In regedit the Edit menu enables;
New:-
Add Key
String Value
Binary Value
DWord Value
and not Add Value as outlined in KB
David

 
D

DL

Well I've added the key now, booted OK
Anything else I should do to check my hd sys is ok now, it having been
formated prior to this tweak?
David

DL said:
OK so I add the key but reading KB I'm not sure of exact procedure.
In regedit the Edit menu enables;
New:-
Add Key
String Value
Binary Value
DWord Value
and not Add Value as outlined in KB
David
 
L

Leonard Severt [MSFT]

Well I've added the key now, booted OK
Anything else I should do to check my hd sys is ok now, it having been
formated prior to this tweak?
David

DL said:
OK so I add the key but reading KB I'm not sure of exact procedure.
In regedit the Edit menu enables;
New:-
Add Key
String Value
Binary Value
DWord Value
and not Add Value as outlined in KB
David

I don't know of anything else you need to do. I know that the one
experience I had with a 200 gig SATA drive worked fine after the key was
added to the registry.

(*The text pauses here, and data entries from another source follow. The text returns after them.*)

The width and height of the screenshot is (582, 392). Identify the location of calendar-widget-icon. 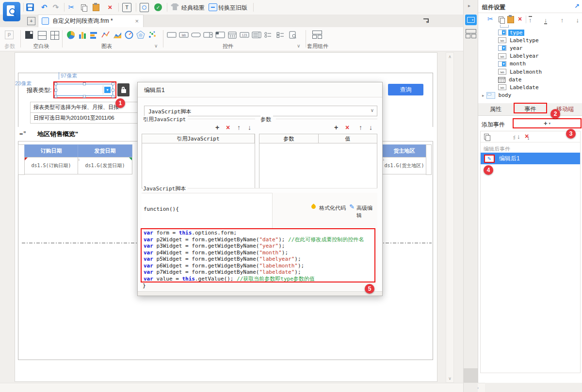
(232, 35).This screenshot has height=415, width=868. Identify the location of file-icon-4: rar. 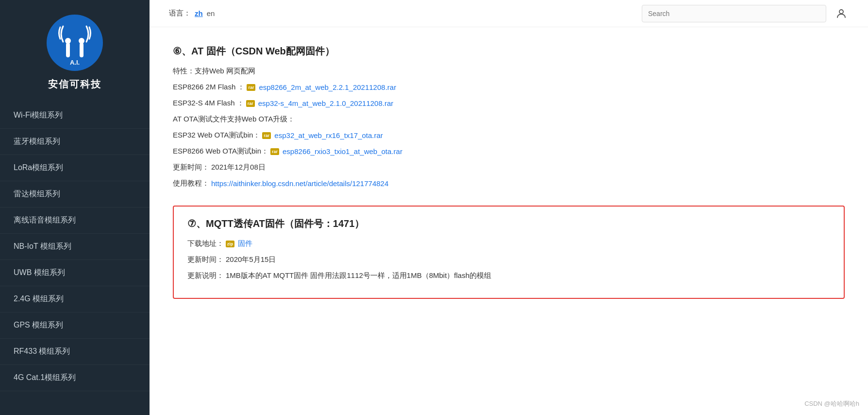
(275, 152).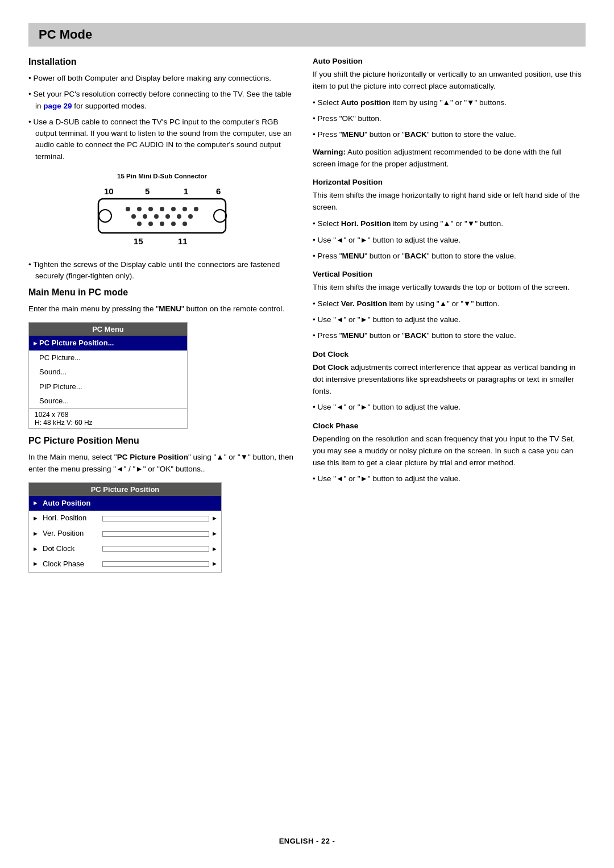 The image size is (614, 868). Describe the element at coordinates (449, 158) in the screenshot. I see `auto-position-warning: Warning: Auto position adjustment recomm…` at that location.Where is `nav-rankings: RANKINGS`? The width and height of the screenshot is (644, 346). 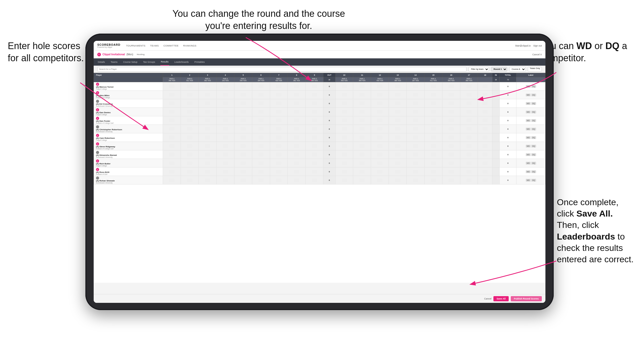 nav-rankings: RANKINGS is located at coordinates (190, 46).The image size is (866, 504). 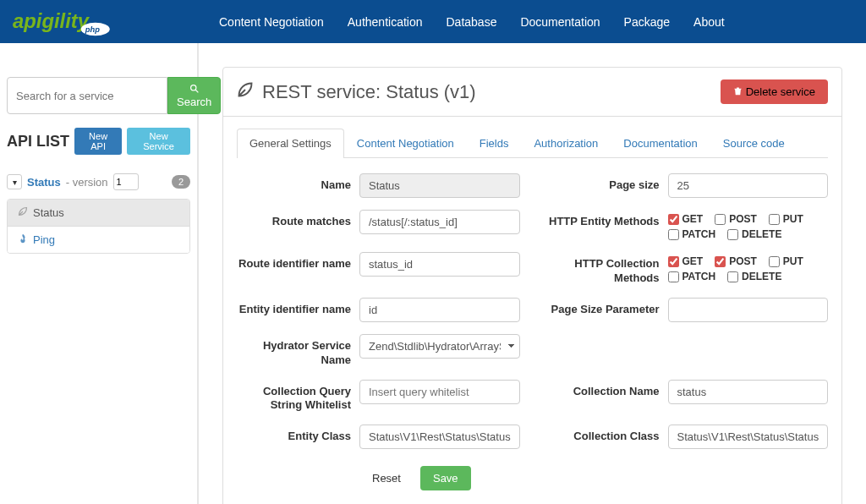 What do you see at coordinates (14, 182) in the screenshot?
I see `chevron-down-icon: ▾` at bounding box center [14, 182].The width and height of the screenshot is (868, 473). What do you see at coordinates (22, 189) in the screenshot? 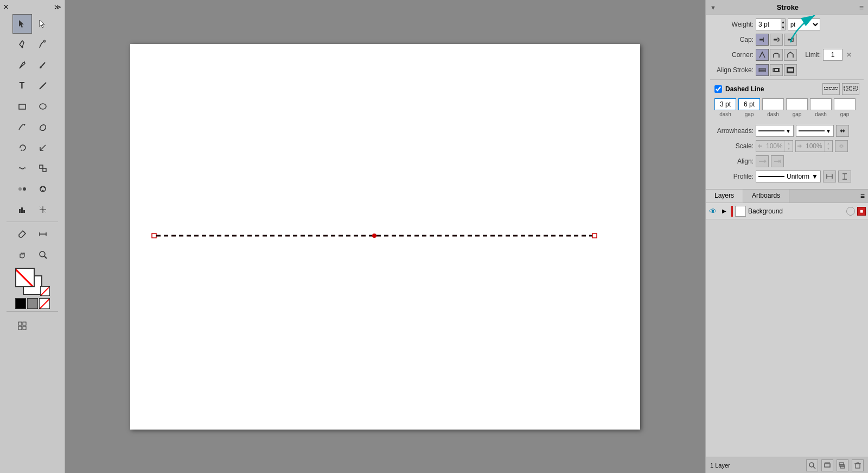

The partition had already been created in that
one and it worked fine.

Leonard Severt

Windows 2000 Server Setup Team
 
D

DL

Yes I had located it, I think my point at the time was that my large hd's
had formatted correctly without recourse to the 'biglba' reg edit
David

Jisha said:
Hi DL,

I looked around some more, to get you the reference on large drive support.

"To use a drive larger than 137 gb, you must enable support in the registry
by changing the EnableBigLba registry value to 1 in the following registry
subkey:
HKEY_LOCAL_MACHINE\SYSTEM\CurrentControlSet\Services\atapi\Parameters "

This is straight from KB305098
(
http://support.microsoft.com/default.aspx?scid=kb;en-us;305098&Product=win2000 )
 
D

Dan Seur

Yoda - Try refreshing the BIOS drive setting using the BIOS "Drive
Detection" window (whatever it's called; it's different than the main
page default display.) Merely setting to LBA or "Large") may not
suffice. Make sure BIOS detects the full 200GB in that detection window.
If it does. save and exit BIOS.

If no joy from that, the motherboard may not be capable, or the BIOS may
need a flash update. In that case, check mboard manufacturer's website
for latest specs/fixes for that board.
 
Y

yoda174

I have a system running windows 2000. It has a Seagte 200GB EIDE ATA 10
hard drive. Only shows up as 137 GB, so I installed the SP4, and I mad
the registry edit. I also went into my BIOS and changed the Access mod
for my hard drive from auto to LBA. But after all of that, it stil
only reads as 137 GB... any help would be greatly appreciated!